Confidence Interval
A range of values, derived from sample data, that is expected to contain the true population parameter with a specified probability, providing both an estimate of the treatment effect and the precision of that estimate.
A confidence interval (CI) provides far more information than a simple point estimate or p-value by quantifying the uncertainty around a measured effect. A 95% confidence interval means that if the experiment were repeated many times, 95% of the computed intervals would contain the true effect. For growth teams, confidence intervals are essential for making informed ship/no-ship decisions because they communicate both the likely magnitude and the range of plausible values for a treatment effect. A point estimate of +3% conversion lift tells you the most likely outcome, but the confidence interval [+0.5%, +5.5%] tells you the best and worst realistic scenarios, enabling proper risk assessment and revenue forecasting.
The standard confidence interval for a difference in means is calculated as (X_bar_treatment - X_bar_control) +/- Z_alpha/2 * SE, where SE is the standard error of the difference, computed as sqrt(s1^2/n1 + s2^2/n2). For proportions, the SE uses the proportion formula sqrt(p1(1-p1)/n1 + p2(1-p2)/n2). The width of the confidence interval is inversely proportional to the square root of the sample size, meaning that quadrupling the sample size halves the interval width. Experimentation platforms like Statsig, Optimizely, and Eppo display confidence intervals prominently in their dashboards. Many platforms also offer Bayesian credible intervals, which have a more intuitive interpretation: a 95% credible interval means there is a 95% probability that the true parameter lies within the interval, given the data and prior. This distinction matters because the frequentist CI's coverage guarantee applies to the procedure across hypothetical repetitions, not to the specific interval computed.
Teams should use confidence intervals as the primary output of experiment analysis rather than relying on binary significant/not-significant conclusions. A result can be not statistically significant but still highly informative: a 95% CI of [-0.5%, +4%] for conversion lift suggests the treatment is unlikely to be harmful and has a good chance of being beneficial, which might justify shipping. Conversely, a statistically significant result with a wide CI that includes trivially small effects may not warrant the implementation investment. Common pitfalls include misinterpreting the confidence level (it is not the probability that the true value is in this specific interval in the frequentist framework), ignoring the width of the interval when making decisions, and not adjusting confidence levels when examining multiple metrics or segments simultaneously. When running multiple comparisons, the family-wise confidence level is lower than the individual interval level.
Advanced applications include using confidence intervals for equivalence testing, where the goal is to show that a new system performs within an acceptable range of the old one rather than showing superiority. If the entire CI falls within a pre-specified equivalence margin, the treatment is declared equivalent. This is valuable for infrastructure migrations, code refactors, and cost-reduction changes where the goal is to confirm no harm. Confidence intervals also enable more nuanced meta-analysis across experiments, where overlapping CIs from multiple tests can be combined using inverse-variance weighting to produce a pooled estimate with a narrower interval. For sequential experiments that allow early stopping, the confidence intervals must be adjusted using methods like alpha spending functions to maintain valid coverage despite the multiple looks at the data.
Related Terms
Effect Size
A quantitative measure of the magnitude of a treatment's impact, expressed either as an absolute difference between groups or as a standardized metric like Cohen's d that allows comparison across different experiments and metrics.
Type I Error
The error of incorrectly rejecting a true null hypothesis, also known as a false positive, where an experiment concludes that a treatment has an effect when in reality there is no true difference between treatment and control.
Type II Error
The error of failing to reject a false null hypothesis, also known as a false negative, where an experiment fails to detect a real treatment effect, concluding there is no difference when one actually exists.
Multivariate Testing
An experimentation method that simultaneously tests multiple variables and their combinations to determine which combination of changes produces the best outcome, unlike A/B testing which typically varies a single element at a time.
Split Testing
The practice of randomly dividing users into two or more groups and exposing each group to a different version of a product experience to measure which version performs better on a target metric, commonly known as A/B testing.
Holdout Testing
An experimental design where a small percentage of users are permanently excluded from receiving a new feature or set of features, serving as a long-term control group to measure the cumulative impact of product changes over time.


- [ASSIGNMENT]:
Say how many lines of the listing below include the word "Total", with no other output.

- [DATA RECORDS]:
___
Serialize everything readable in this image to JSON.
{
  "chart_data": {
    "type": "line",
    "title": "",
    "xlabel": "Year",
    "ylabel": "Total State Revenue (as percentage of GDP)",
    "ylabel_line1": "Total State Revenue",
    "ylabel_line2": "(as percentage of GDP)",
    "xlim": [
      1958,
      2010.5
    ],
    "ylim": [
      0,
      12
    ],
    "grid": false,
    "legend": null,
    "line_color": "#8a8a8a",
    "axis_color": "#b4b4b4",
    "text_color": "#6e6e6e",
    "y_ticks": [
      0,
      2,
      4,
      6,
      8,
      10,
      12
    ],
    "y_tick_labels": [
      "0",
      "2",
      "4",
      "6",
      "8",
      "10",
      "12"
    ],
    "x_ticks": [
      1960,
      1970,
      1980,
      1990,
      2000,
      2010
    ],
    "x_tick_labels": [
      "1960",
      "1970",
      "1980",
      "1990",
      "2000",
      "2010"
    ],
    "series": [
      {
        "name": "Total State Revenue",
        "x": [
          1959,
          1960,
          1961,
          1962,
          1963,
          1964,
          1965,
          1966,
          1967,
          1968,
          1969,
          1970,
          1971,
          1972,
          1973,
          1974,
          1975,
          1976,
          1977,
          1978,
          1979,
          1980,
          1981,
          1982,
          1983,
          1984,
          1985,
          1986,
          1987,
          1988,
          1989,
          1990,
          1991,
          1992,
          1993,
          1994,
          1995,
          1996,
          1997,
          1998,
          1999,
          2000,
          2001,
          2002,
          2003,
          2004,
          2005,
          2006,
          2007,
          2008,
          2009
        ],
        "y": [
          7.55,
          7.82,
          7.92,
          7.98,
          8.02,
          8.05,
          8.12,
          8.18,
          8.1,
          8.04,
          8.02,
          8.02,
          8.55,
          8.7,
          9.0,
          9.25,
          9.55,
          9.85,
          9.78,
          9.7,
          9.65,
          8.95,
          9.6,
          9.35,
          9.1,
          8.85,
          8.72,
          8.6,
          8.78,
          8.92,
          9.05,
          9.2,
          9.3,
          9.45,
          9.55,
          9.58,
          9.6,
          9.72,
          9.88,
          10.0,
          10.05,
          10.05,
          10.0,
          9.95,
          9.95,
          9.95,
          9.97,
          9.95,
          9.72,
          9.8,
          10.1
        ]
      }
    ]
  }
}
___
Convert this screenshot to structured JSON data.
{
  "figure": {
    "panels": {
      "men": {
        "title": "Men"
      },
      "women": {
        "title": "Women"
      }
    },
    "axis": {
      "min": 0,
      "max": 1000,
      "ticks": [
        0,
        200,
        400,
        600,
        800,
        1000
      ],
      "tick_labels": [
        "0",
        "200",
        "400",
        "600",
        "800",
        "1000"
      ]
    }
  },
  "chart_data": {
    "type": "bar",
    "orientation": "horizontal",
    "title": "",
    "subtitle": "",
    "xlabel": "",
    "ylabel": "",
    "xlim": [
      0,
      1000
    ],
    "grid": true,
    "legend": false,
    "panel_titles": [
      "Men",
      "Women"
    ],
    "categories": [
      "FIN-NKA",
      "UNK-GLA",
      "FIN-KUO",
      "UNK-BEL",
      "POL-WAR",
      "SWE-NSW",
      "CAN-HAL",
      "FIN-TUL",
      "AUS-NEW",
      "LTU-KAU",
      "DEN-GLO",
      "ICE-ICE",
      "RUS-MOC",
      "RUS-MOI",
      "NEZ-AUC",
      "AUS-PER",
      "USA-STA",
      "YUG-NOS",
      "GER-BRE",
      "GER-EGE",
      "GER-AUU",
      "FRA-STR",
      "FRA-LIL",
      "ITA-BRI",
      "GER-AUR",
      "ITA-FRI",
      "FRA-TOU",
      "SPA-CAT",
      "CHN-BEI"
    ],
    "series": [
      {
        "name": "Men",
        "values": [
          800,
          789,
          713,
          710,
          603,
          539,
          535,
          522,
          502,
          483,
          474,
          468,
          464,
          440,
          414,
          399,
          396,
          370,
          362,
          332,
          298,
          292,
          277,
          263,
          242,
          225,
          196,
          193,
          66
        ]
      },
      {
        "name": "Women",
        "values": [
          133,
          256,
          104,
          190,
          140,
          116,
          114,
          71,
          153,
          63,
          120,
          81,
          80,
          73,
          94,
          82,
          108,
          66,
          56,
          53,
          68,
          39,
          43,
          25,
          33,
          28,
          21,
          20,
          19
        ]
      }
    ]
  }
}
___
- [EXERCISE OUTPUT]:
3